Last year’s summer box-office hit “Bridesmaids,â€a raunchy comedy starring Wiig that earned two Oscar nominations, paved the way for unflinching depictions of young women in previously taboo settings.
“Before ‘Bridesmaids,’ I never would have thought to pitch an R-rated girl-centric movie because I knew the odds of it going were pretty slim. But all of a sudden there is a market for this — the outspoken women,†said Oxford.
Lately, when she travels to Hollywood, she stays with Kimmel and his girlfriend Molly McNearney, co-head writer on his ABC talk showâ€Jimmy Kimmel Live!†They’ve opened their Hollywood Hills home to Oxford, and lent her a car.
Now, Oxford is preparing to transplant her family to Hollywood for a six-month trial run. (“My weirdest friends are there,†she said.)

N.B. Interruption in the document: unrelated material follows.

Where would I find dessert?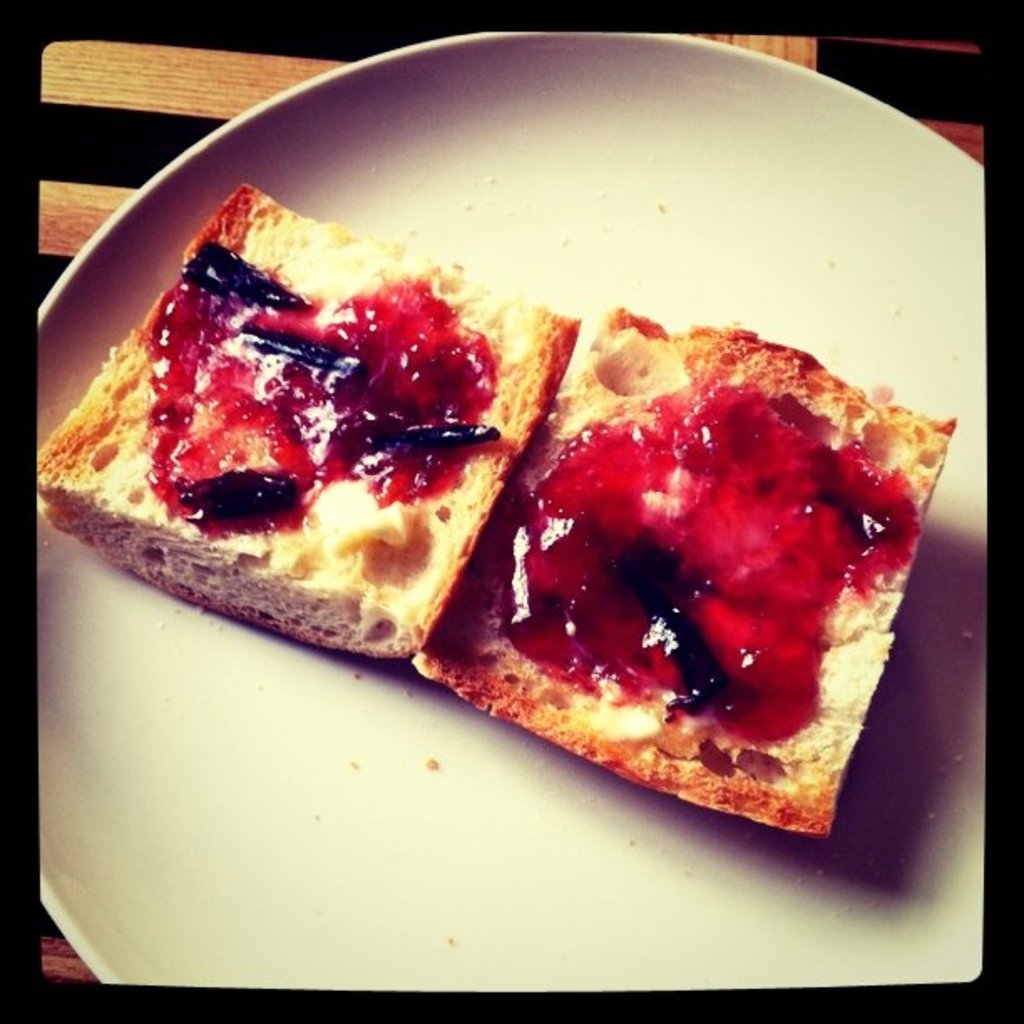
At pyautogui.locateOnScreen(12, 204, 929, 843).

On a recent Thursday, she slid into a seat at a Sherman Oaks bakery, a bit anxious about the day ahead. She was in town to sign contracts, meet with studio brass and check out a rental house.
Running 15 minutes late, and dressed in a lace top, chunky beaded necklace and jeans, Oxford looked more like a coffee shop employee than a budding Hollywood player.

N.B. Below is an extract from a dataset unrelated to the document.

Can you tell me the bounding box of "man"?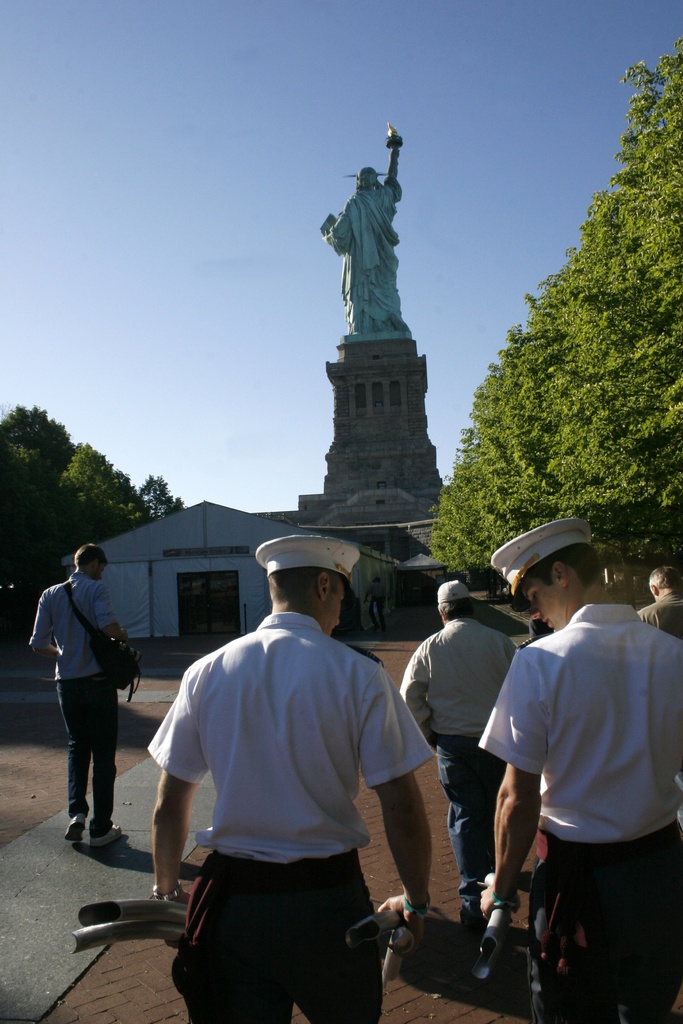
137,529,433,1023.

She was well-armed for the day’s affairs: extra shoes, an extra purse, a new outline for her meeting with Warner Bros.development executives. Her biggest concern was her stomach. James was sending reports from home: All three kids caught a flu and little Bea had just started eating again. Oxford wasn’t hungry — a bad sign for the usually ravenous writer.
To make sure she left each meeting in time to make the next one, she had set the alarm on her iPhone. She’s become a master at Google maps. “It’s like’The Amazing Race,’†she said, checking the traffic before heading to her next destination. “I’ve never been late yet.â€
Her agent, Cliff Roberts, said he isn’t worried that her impending relocation or her higher profile will dull her edge.
“She’s not coming out wide-eyed, fresh off the bus from Iowa,†he said. “She’s had some pretty fancy people that have been chasing her to do stuff for a long time.â€
The tone of her tweets certainly hasn’t changed. In a recent one, she asked her followers, “How do you get a red wine stain off a baby?â€
More to Read
Inside the business of entertainment
The Wide Shot brings you news, analysis and insights on everything from streaming wars to production — and what it all means for the future.
You may occasionally receive promotional content from the Los Angeles Times.